Monday, January 16, 2012

Is Behavioral Economics Going to Teach Itself Out of a Job?

Somewhat related: I always imagine
Richard Thaler as having a sort of
comical, high-pitched voice. Irrational?
Clearly, very few homo economicus live among us. And if one did, he'd probably be murdered for being such an incredibly selfish sociopath.

So the basic tenets of behavioral economics - that we need to adjust our axioms when modeling human behavior - make sense. They even have some really great adjustments to make to microeconomic models, with the weird kinks in indifference curves and the inevitable incorporation of reference points. However, one of the favorite topics of behavioral economists is irrationality, and on that front I think they will make a massive contribution to humanity and a withering, temporary one to economics.

Basically, if you explain to a bunch of people that they are stupid and why they are stupid and how they are stupid and examples of how it is hurting them, they are going to stop being stupid.
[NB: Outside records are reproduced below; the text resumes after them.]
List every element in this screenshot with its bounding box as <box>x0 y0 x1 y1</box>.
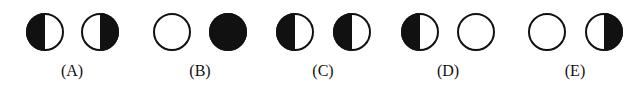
moon-phase-icon-right-half-dark <box>585 13 623 51</box>
option-label-d: (D) <box>418 62 478 80</box>
moon-phase-icon-left-half-dark <box>276 13 314 51</box>
option-label-b: (B) <box>170 62 230 80</box>
moon-phase-icon-full-dark <box>209 13 247 51</box>
moon-phase-icon-left-half-dark <box>401 13 439 51</box>
moon-phase-options-figure: (A) (B) (C) (D) (E) <box>0 0 640 85</box>
moon-phase-icon-full-light <box>528 13 566 51</box>
option-label-c: (C) <box>293 62 353 80</box>
moon-phase-icon-full-light <box>153 13 191 51</box>
moon-phase-icon-left-half-dark <box>26 13 64 51</box>
moon-phase-icon-right-half-dark <box>81 13 119 51</box>
option-label-a: (A) <box>42 62 102 80</box>
option-label-e: (E) <box>545 62 605 80</box>
moon-phase-icon-left-half-dark <box>333 13 371 51</box>
moon-phase-icon-full-light <box>457 13 495 51</box>
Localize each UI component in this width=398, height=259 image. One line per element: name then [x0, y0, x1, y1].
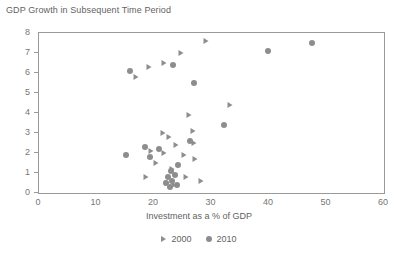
data-point-2010 — [174, 182, 180, 188]
x-tick-label: 50 — [311, 197, 341, 207]
data-point-2010 — [170, 62, 176, 68]
data-point-2000 — [192, 156, 197, 162]
legend-label-2010: 2010 — [217, 234, 237, 244]
data-point-2000 — [160, 130, 165, 136]
scatter-chart-figure: GDP Growth in Subsequent Time Period 012… — [0, 0, 398, 259]
data-point-2010 — [309, 40, 315, 46]
data-point-2010 — [147, 154, 153, 160]
x-tick-label: 10 — [81, 197, 111, 207]
data-point-2000 — [161, 60, 166, 66]
y-tick-label: 3 — [8, 127, 30, 137]
plot-area — [38, 32, 385, 194]
data-point-2010 — [167, 184, 173, 190]
data-point-2000 — [184, 174, 189, 180]
data-point-2000 — [147, 64, 152, 70]
x-tick-label: 40 — [253, 197, 283, 207]
data-point-2010 — [156, 146, 162, 152]
data-point-2000 — [191, 128, 196, 134]
data-point-2010 — [123, 152, 129, 158]
circle-icon — [206, 236, 212, 242]
data-point-2010 — [127, 68, 133, 74]
triangle-right-icon — [161, 236, 166, 242]
data-point-2000 — [182, 152, 187, 158]
y-tick-label: 0 — [8, 187, 30, 197]
data-point-2000 — [228, 102, 233, 108]
y-tick-label: 8 — [8, 27, 30, 37]
x-tick-label: 20 — [138, 197, 168, 207]
data-point-2000 — [153, 160, 158, 166]
y-tick-label: 5 — [8, 87, 30, 97]
legend-label-2000: 2000 — [171, 234, 191, 244]
data-point-2010 — [175, 162, 181, 168]
data-point-2000 — [179, 50, 184, 56]
data-point-2000 — [133, 74, 138, 80]
x-tick-label: 60 — [368, 197, 398, 207]
data-point-2010 — [221, 122, 227, 128]
data-point-2000 — [186, 112, 191, 118]
data-point-2010 — [191, 80, 197, 86]
x-tick-label: 30 — [196, 197, 226, 207]
data-point-2000 — [162, 150, 167, 156]
data-point-2010 — [187, 138, 193, 144]
x-axis-label: Investment as a % of GDP — [0, 211, 398, 221]
data-point-2000 — [199, 178, 204, 184]
x-tick-label: 0 — [23, 197, 53, 207]
y-tick-label: 7 — [8, 47, 30, 57]
y-tick-label: 6 — [8, 67, 30, 77]
y-tick-label: 4 — [8, 107, 30, 117]
y-tick-label: 1 — [8, 167, 30, 177]
chart-title: GDP Growth in Subsequent Time Period — [6, 5, 171, 15]
data-point-2000 — [143, 174, 148, 180]
data-point-2000 — [203, 38, 208, 44]
data-point-2000 — [166, 134, 171, 140]
legend-item-2000[interactable]: 2000 — [161, 234, 191, 244]
y-tick-label: 2 — [8, 147, 30, 157]
legend-item-2010[interactable]: 2010 — [206, 234, 237, 244]
chart-legend: 2000 2010 — [0, 234, 398, 244]
data-point-2010 — [265, 48, 271, 54]
data-point-2000 — [173, 142, 178, 148]
data-point-2010 — [142, 144, 148, 150]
It's sort of (I guess?) a Campbell's Law problem, and it separates the wheat from the chaff in economic theory, in my opinion. The wheat is concepts like Nash Equilibrium, which are self-prophetic - once you know about Nash Equilibrium, you obey Nash Equilibrium, because you have a huge incentive to do so. Then the chaff is behavioral concepts such as confirmation bias or misapplied probability heuristics - once humans become aware of their tendency to do these stupid things, they stop doing them.

This means that behavioral economics could make a really big, positive impact on our planet. And there are definitely issues that come out of these experiments that may need to be built into our models (and really, if you've taken a decent micro course, already have been).

However, the knowledge of some of this stuff is going to make it untrue going forward.